Ian Roy & Jordan Tynes

Making Makers: Centers for Innovative Learning and Research

September 29th, 2021

12:00 p.m. – 1:00 p.m. (via Zoom)

What is the role of a “makerspace” in the Liberal Arts? How have institutions adapted the form of maker labs to meet and enhance their unique needs for learning and research? How can the model of making and fabrication be leveraged to enhance openness, equity and inclusion across the Liberal Arts curriculum? Ian Roy (Brandeis University) and Jordan Tynes (Wellesley College) will discuss their experiences developing programs for scholarly innovation through technology at their individual institutions. These programs support an important academic mindset that students and faculty develop while working in design and fabrication labs. They will share strategies for organizational support and instructional programs that help create the physical and theoretical space for academic communities to engage in innovation & entrepreneurship.

Ian Roy is the Director for Research Technology and Innovation in Brandeis University’s Library. He is also the Founding Head of the Brandeis MakerLab and an Adjunct Professor at the Brandeis International Business School – and a Lecturer in the Anthropology Department.
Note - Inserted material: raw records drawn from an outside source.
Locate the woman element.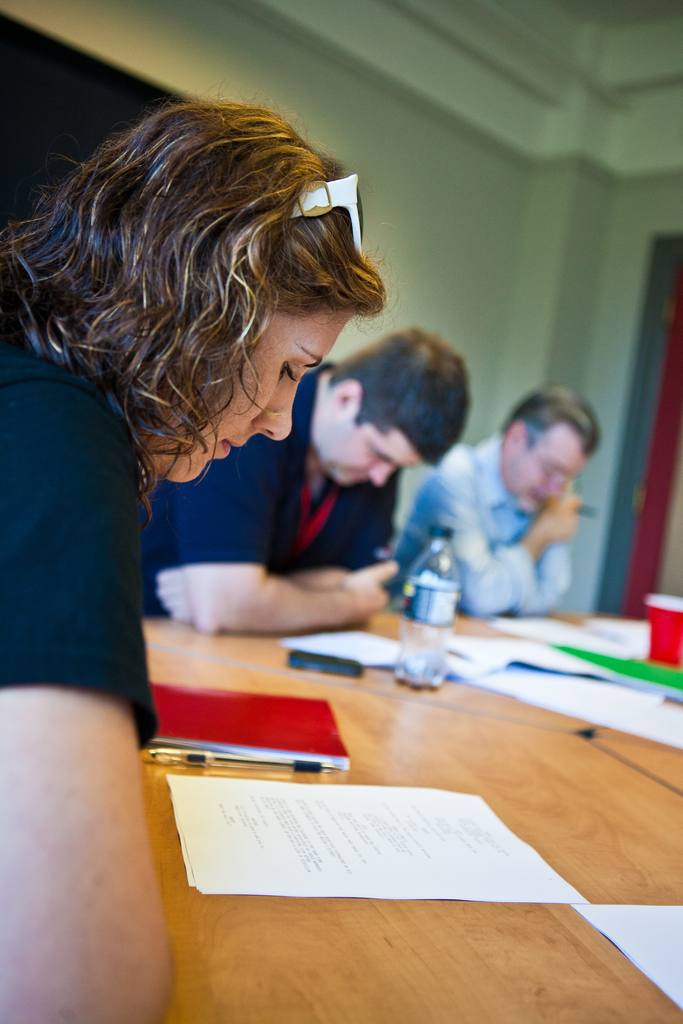
Element bbox: (x1=10, y1=116, x2=315, y2=896).
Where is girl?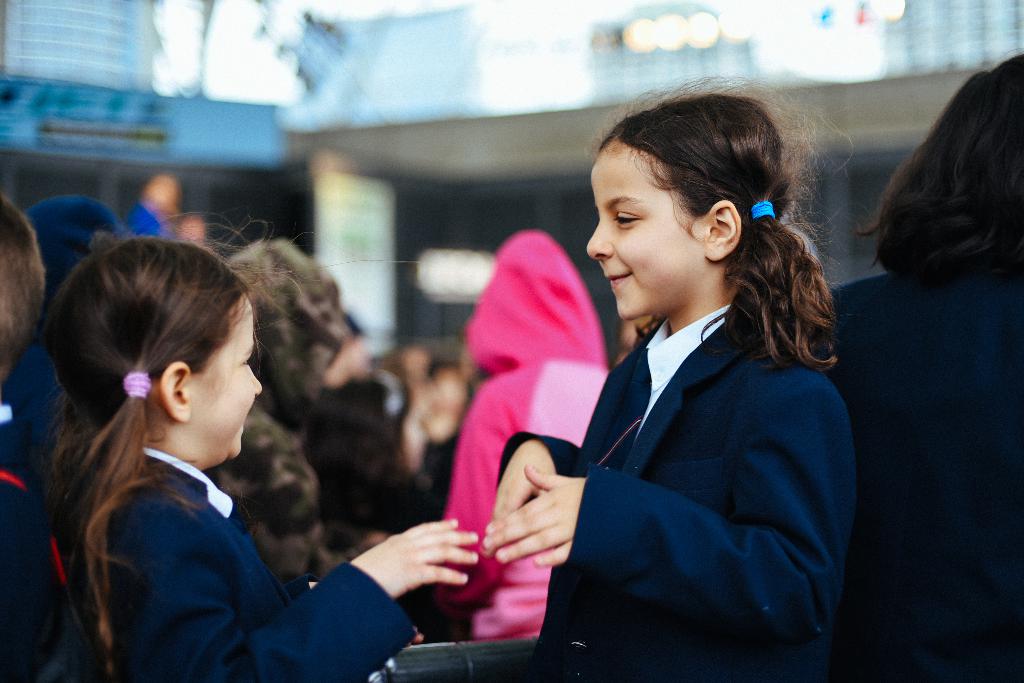
(44,211,476,682).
His group Research Technology and Innovation manages the 3 public Makerspaces in the Brandeis Library: The MakerLab, The Automation Lab, and the Digital Humanities Lab. His team works with researchers to overcome the technological hurdles they encounter in their workflows, top to bottom, and they constantly run local pilots in new technologies to address their needs. Their work touches on desktop/laptop/server break-fix, instrument machine support, digital forensics and security tools, institutional storage of Big Data, Cloud collaboration and backup in a Big Data context, and many of the new toolsets in the Maker community, including support of touch and gesture inputs, multiple displays, VR head mounted displays, Digital Fabrication (3D printing, Lasercutting, CNC), 3D scanning, robotics, drones, and embedded systems (Raspberry Pi, Arduino). Ian and his team specialize in not only the technical aspects, but also the policy and political implications of implementing emerging technologies on campus. Ian was the project lead in developing both the Research Technology department and the MakerLab at Brandeis.

Image of Jordan Tynes

Jordan Tynes, Co-Director of the Media Arts & Sciences Program and Hess Fellow/Visiting-Lecturer in Computer Science at Wellesley College, strives to enable previously unexplored ways of teaching, learning, conducting research, and communicating scholarly efforts through immersive technologies and other playable media. Prior to his current position, Jordan oversaw the creation of a makerspace and virtual reality lab in Wellesley’s central academic library, as well as an undergraduate internship program that asked participating students to explore emergent technology. Beginning in Spring 2019, Jordan began teaching CS courses that ask students to develop software for immersive technology and, as of 2020, offers other two new courses in the area of “game studies”. He has presented at numerous conferences on digitizing cultural heritage, creating VR experiences, and innovative teaching strategies, as well as contributed to articles on cutting-edge photogrammetry processes and representing museum objects in AR headsets. His expertise in this area comes from managing digital preservation efforts at an active archaeological project in Greece, translating these real-world practices into an academically impactful virtual experience. Tynes also regularly consults other institutions to improve their processes for acquisition and long-term management of 3D data.